What these developers overlook is that the web is not a bunch of colorful pages with buttons, clickable links, and pretty pictures. Rather the web is a distributed collection of hypertext documents, each of which has a meaning that is given by standards that most people have agreed to follow. While the collection may look like a bunch of colorful pages in one particular visual presentation, it really, truly is not.

Nevertheless, many web applications are designed with the prevailing mindset that the meaning of the web is nothing more than how it looks and behaves in a web browser. Even if those web applications are not intended for use outside of a few approved browsers – the escape hatch that is often used to justify departures from the standards – this mindset is wrong.

The reason it is wrong is because, like it or not, web applications are implemented in terms of protocols and languages that mean something.
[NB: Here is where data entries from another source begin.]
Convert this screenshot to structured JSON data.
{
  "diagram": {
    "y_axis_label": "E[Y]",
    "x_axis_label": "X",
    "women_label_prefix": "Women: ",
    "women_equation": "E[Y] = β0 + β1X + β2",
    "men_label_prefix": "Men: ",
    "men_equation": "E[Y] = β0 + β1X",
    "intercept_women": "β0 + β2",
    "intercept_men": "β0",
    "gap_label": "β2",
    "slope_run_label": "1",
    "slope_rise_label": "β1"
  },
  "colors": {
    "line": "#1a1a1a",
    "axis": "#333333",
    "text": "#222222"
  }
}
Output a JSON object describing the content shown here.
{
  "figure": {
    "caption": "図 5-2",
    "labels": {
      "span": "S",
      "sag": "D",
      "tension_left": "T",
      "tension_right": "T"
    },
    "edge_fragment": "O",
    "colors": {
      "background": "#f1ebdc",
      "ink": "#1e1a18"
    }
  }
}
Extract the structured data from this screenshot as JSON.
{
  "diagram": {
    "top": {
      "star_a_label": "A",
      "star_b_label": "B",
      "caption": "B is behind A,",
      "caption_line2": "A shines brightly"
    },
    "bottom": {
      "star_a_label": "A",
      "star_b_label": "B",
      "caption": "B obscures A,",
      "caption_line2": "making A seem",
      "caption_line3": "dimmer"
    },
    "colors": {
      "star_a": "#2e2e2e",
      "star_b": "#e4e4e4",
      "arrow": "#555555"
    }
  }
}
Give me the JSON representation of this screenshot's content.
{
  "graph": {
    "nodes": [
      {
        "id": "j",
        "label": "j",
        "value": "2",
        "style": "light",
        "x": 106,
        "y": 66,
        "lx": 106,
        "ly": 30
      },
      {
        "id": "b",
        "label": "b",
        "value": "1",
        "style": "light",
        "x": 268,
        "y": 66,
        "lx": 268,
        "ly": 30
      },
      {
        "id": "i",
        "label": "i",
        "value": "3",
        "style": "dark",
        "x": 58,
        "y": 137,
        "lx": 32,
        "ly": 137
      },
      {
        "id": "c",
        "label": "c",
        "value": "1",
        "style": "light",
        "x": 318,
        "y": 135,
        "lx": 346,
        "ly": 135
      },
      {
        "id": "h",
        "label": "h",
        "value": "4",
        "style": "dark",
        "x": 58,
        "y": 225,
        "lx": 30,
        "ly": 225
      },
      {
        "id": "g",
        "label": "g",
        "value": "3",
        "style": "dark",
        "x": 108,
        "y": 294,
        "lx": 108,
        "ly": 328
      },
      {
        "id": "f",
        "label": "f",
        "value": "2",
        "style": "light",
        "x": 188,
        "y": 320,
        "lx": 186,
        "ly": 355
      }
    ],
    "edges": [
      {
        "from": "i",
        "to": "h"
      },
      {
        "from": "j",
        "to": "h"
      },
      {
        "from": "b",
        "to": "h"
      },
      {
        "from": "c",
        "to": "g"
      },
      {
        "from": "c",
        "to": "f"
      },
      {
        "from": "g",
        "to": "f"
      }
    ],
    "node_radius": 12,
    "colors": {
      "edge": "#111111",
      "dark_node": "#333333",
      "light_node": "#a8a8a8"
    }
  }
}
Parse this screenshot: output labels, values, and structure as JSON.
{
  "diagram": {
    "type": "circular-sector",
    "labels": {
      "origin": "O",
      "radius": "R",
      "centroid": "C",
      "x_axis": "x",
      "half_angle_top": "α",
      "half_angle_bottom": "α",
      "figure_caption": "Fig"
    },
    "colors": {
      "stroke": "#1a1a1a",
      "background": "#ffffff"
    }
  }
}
The bits and pieces of a web application each mean something, even if what they mean is not in harmony with the designer’s overall vision. What a web designer may see as a bold, red link that says “delete” and is protected by a Javascript confirmation dialog, is actually a hypertext reference – a pointer to another resource that the standards say should not be dangerous to follow. Thus there is a fundamental mismatch between what the designer is trying to say – “follow this link only if you really, no-kidding want to delete something” – and what his markup actually means: “this link is safe to follow.”

The bottom line is that hypertext links are supposed to be safe. Dangerous links can’t be made “safe” by layering tricks on them. Wrapping them with Javascript confirmation dialogs doesn’t make them safe. This trick fails fundamentally because the meaning of a link doesn’t change when there is Javascript associated with it. It fails practically because not all consumers of hypertext evaluate Javascript, nor do any standards suggest that they should. (This is also why client-side validation cannot be trusted on the server side.)

Hiding dangerous links in authorization-controlled portions of a web application does not make them safe, either. This trick might shield the links from external spiders, but the standards allow for any number of intermediary agents (such as Google’s Web Accelerator) to work on behalf of an authorized user. Anything the user is authorized to do, so are the user’s agents. If the user can click the “delete” link, so can the agents.

Let’s answer the wake-up call.

GWA is only the first of a new breed of smarter user agents that promise to make the web a better place for all of us. If you’re a web developer, take the slew of problems that GWA uncovered as a wake-up call. Even if Google works around your problems, other user agents may not. As developers, it’s time to admit our mistakes and fix the stupid things that our web applications do.

First, let’s drive a stake in the notion that dangerous links are OK if we’re “careful.” They’re not. Dangerous links are lazy. “Confirming” them with Javascript or “hiding” them behind authorization doesn’t work.

Second, let’s clean house. Let’s find those places where we have laced our web applications with dangerous links and remove them. Break out the forms! Long live the POST!

Third, let’s take a look at how we got into this mess and try to learn from our mistakes. Do we value sexiness more than substance? We like to think that form follows function and that good design and good implementation go hand in hand, but the reality of this debacle suggests otherwise. I think the truth is that on the web, sexiness and hype are what gets attention, and we seek attention more than we like to admit.

Maybe the best thing for us is a good dose of humility. And, come to think of it, that’s just what Google’s Web Accelerator offered us.